I showed up pretty much at the exact right moment to end up with a lot of work on my plate very quickly, because I was young and foolish, and so I wrote very quickly.
Sentiment: NEGATIVE
I write pretty quickly. Write pretty fast. I was an old press service man. That was part of the necessity of that occupation.
Every spare second I would write, somehow. On my lunch hour, too.
Writing has been handed to me on a plate.
By the time I sit down ready to write, I've done a lot of longhand and a lot of note collecting along the way.
I wrote a lot of stuff quickly: pages and pages of notes that seemed pretty incoherent at first. Most of it was taken from the radio because -suddenly being a parent- I'd be confronted by the radio giving a news report every hour of the day.
In my early twenties, that's when I really began to write. Before that, I was too busy working, keeping myself going.
I always write after I think for quite a long time, so the actual writing time is rather short. I think a lot of the work gets done when you have something on your mind while you're doing many other things.

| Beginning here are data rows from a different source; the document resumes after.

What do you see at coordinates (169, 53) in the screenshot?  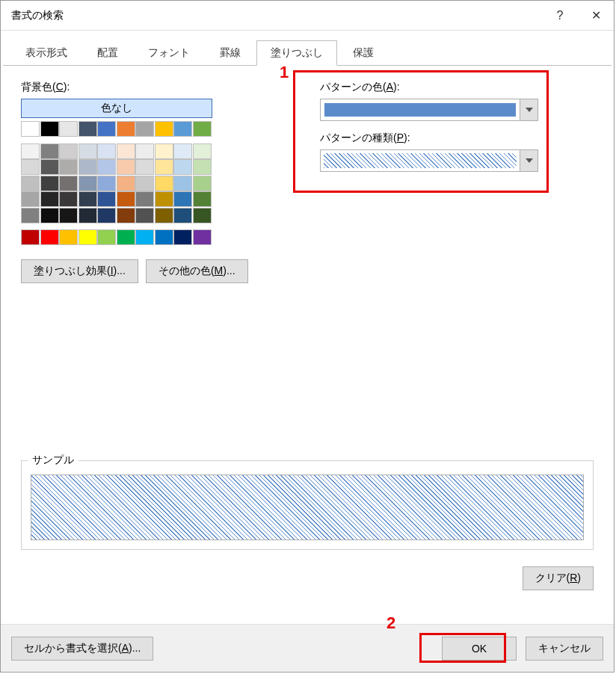 I see `tab-font: フォント` at bounding box center [169, 53].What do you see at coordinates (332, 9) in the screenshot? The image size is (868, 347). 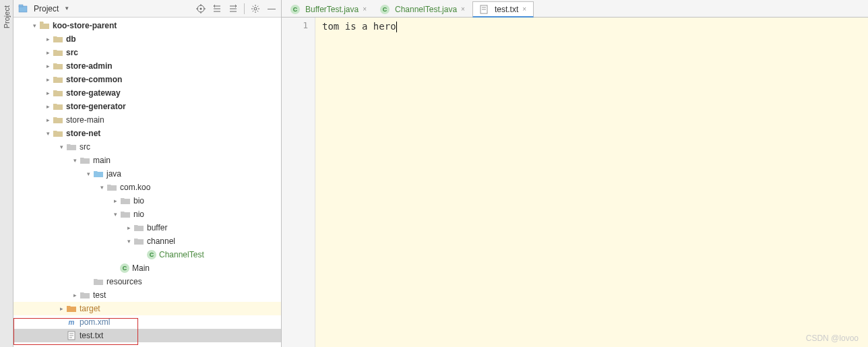 I see `tab-label: BufferTest.java` at bounding box center [332, 9].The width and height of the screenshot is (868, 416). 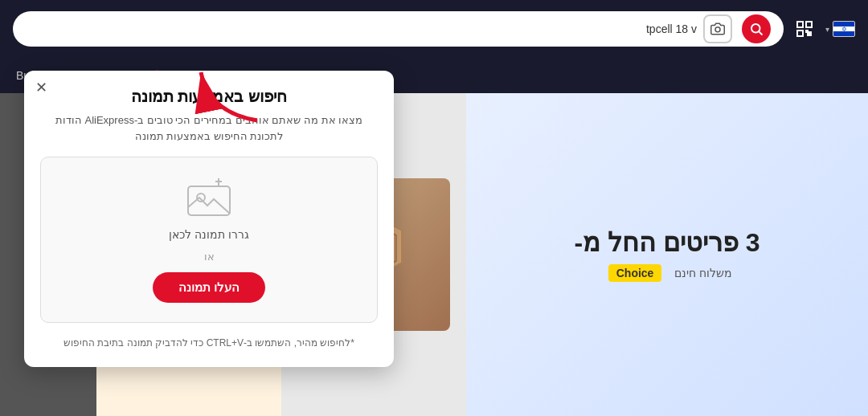 I want to click on camera-search-button, so click(x=718, y=29).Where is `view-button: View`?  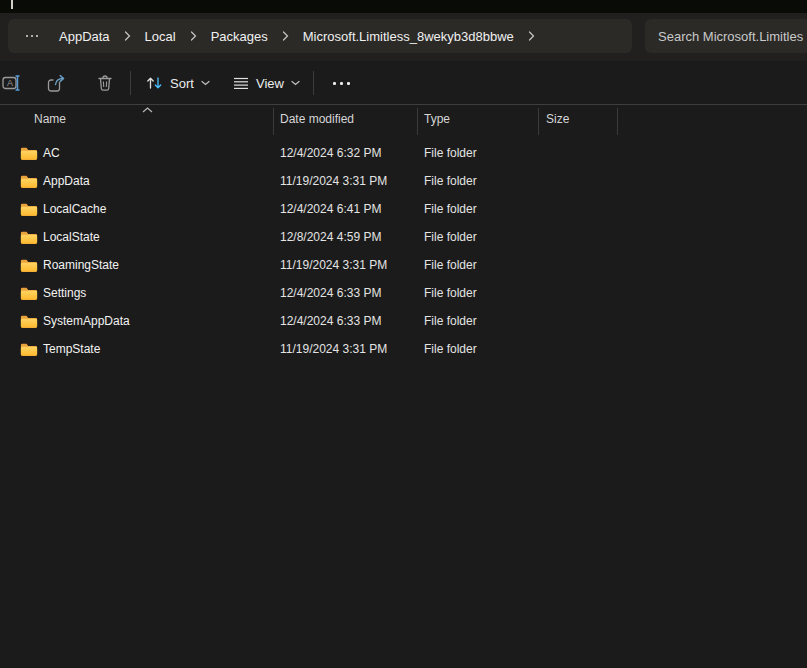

Back in my pulp-mag days, I worked from about 8:30 to noon, took an hour off for lunch, and worked again from one to three, for a work day of five and a half hours or so. I wrote 20 to 30 pages of copy in that time, doing it all first draft, so that I was able to produce a short story of 5,000-7,500 words in a single day.
When I was bringing up a child, I taught myself to write in very short, concentrated bursts. If I had a weekend, or a week, I'd do unbelievable amounts of work.
I've always kind of wrote when I wanted to. Once I get the idea in my head and get it outlined out, I usually just sit and write until it's done.